1973: Dickerson pronounces first vows in August; begins teaching at Jesuit High in New Orleans
1974: Dickerson molests two high school boys while teaching at Jesuit High; Jesuit Fr. Anthony McGinn raises serious concerns about his behavior.
1975: Four Jesuits vote in March to send Dickerson to theology training in Chicago despite knowledge of his “problems.”
1977: Jesuit Fr. Thomas Stahel writes to Jesuit Fr. Pedro Arrupe in December about an ongoing dispute with Jesuit Fr. Louis Lambert.
1978: Arrupe writes to Lambert in September, confirming receipt of a psychological report on Dickerson.
1979: Stahel writes in December that he thinks Dickerson should be ordained.
1980: Dickerson is ordained in June in Alabama; he begins teaching that September at Jesuit prep in Dallas.
1981: After allegations of abuse, Dickerson leaves Dallas for co-cathedral in Shreveport; Arrupe suffers a disabling stroke.
1982: Dickerson allegedly molests a boy in Shreveport.
1983: Arrupe steps down as superior general; he is succeeded by Jesuit Fr. Peter-Hans Kolvenbach.
1984: A woman writes to a Louisiana bishop in September, claiming that Dickerson molested her son; a psychological profile describes Dickerson as “very sick.”
1986: Jesuit Fr. Edmundo Rodriguez recommends that Dickerson ask for dismissal from the priesthood; Rodriguez asks Kolvenbach to remove Dickerson in March.
1991: Arrupe dies in Rome.
2009: A case is settled where Dickerson was accused of molesting an eighth-grade boy.

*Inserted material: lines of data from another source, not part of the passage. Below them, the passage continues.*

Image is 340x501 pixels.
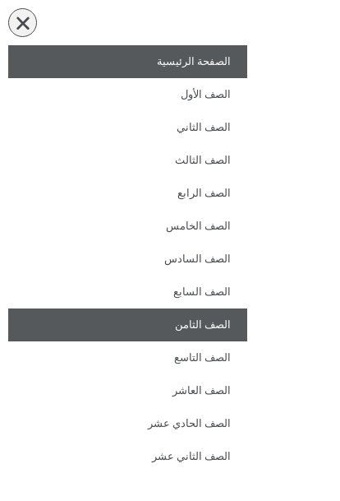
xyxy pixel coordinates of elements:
a: الصف السابع [8,275,247,308]
a: الصف العاشر [8,374,247,407]
a: الصف السادس [8,242,247,275]
a: الصف الرابع [8,177,247,210]
a: الصف الأول [8,78,247,111]
a: الصف الثاني [8,111,247,144]
a: الصف الحادي عشر [8,407,247,440]
a: الصف الثالث [8,144,247,177]
a: الصف الثامن [8,308,247,341]
a: الصف التاسع [8,341,247,374]
a: الصفحة الرئيسية [8,45,247,78]
a: الصف الخامس [8,210,247,242]
div: כפתור פתיחת תפריט [8,8,37,37]
a: الصف الثاني عشر [8,440,247,473]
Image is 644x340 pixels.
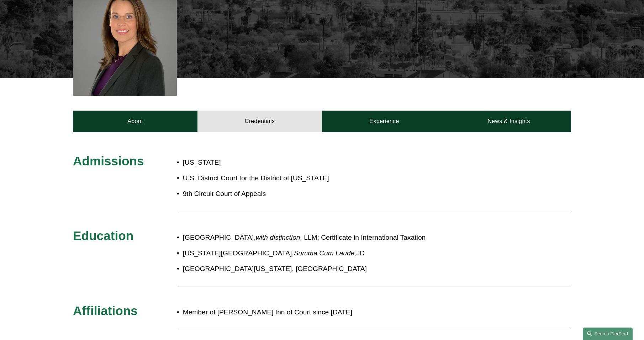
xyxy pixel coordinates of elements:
[183,247,509,260] p: [US_STATE][GEOGRAPHIC_DATA], JD
[73,111,197,132] a: About
[183,232,509,245] p: [GEOGRAPHIC_DATA], , LLM; Certificate in International Taxation
[197,111,322,132] a: Credentials
[73,154,143,168] span: Admissions
[183,157,364,169] p: [US_STATE]
[183,172,364,185] p: U.S. District Court for the District of [US_STATE]
[183,307,509,319] p: Member of [PERSON_NAME] Inn of Court since [DATE]
[447,111,571,132] a: News & Insights
[183,263,509,276] p: [GEOGRAPHIC_DATA][US_STATE], [GEOGRAPHIC_DATA]
[322,111,447,132] a: Experience
[73,229,134,243] span: Education
[256,234,300,241] em: with distinction
[583,328,633,340] a: Search this site
[183,188,364,201] p: 9th Circuit Court of Appeals
[294,249,356,257] em: Summa Cum Laude,
[73,304,138,318] span: Affiliations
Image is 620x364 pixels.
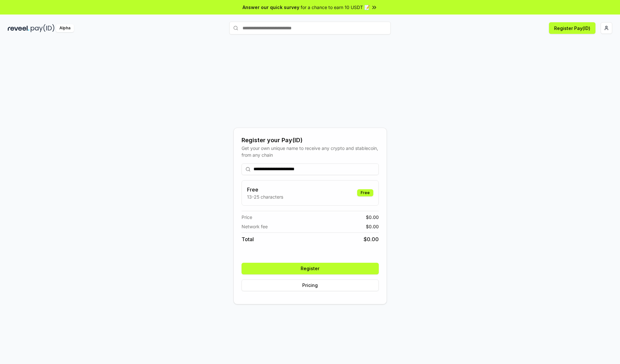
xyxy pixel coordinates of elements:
[243,4,299,11] span: Answer our quick survey
[241,136,379,145] div: Register your Pay(ID)
[247,194,283,200] p: 13-25 characters
[366,214,379,221] span: $ 0.00
[241,263,379,275] button: Register
[241,223,268,230] span: Network fee
[241,214,252,221] span: Price
[8,24,30,32] img: reveel_dark
[241,280,379,291] button: Pricing
[31,24,55,32] img: pay_id
[358,189,374,196] div: Free
[241,145,379,159] div: Get your own unique name to receive any crypto and stablecoin, from any chain
[549,23,596,34] button: Register Pay(ID)
[366,223,379,230] span: $ 0.00
[241,235,254,243] span: Total
[56,24,74,32] div: Alpha
[247,185,283,194] h3: Free
[364,235,379,243] span: $ 0.00
[301,4,370,11] span: for a chance to earn 10 USDT 📝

2010: A lawsuit claims Dickerson raped a boy in 1982; the suit is later settled.
2016: Dickerson dies.
2019: Jesuit Dallas is sued by a former student who claims he was raped by Dickerson decades prior.
2024: Dickerson is accused in a New Orleans court of raping a 17-year-old Loyola University student in 1984.
by Ryan Di Corpo – View Author Profile
Ramon Antonio Vargas of The Guardian US contributed to this report.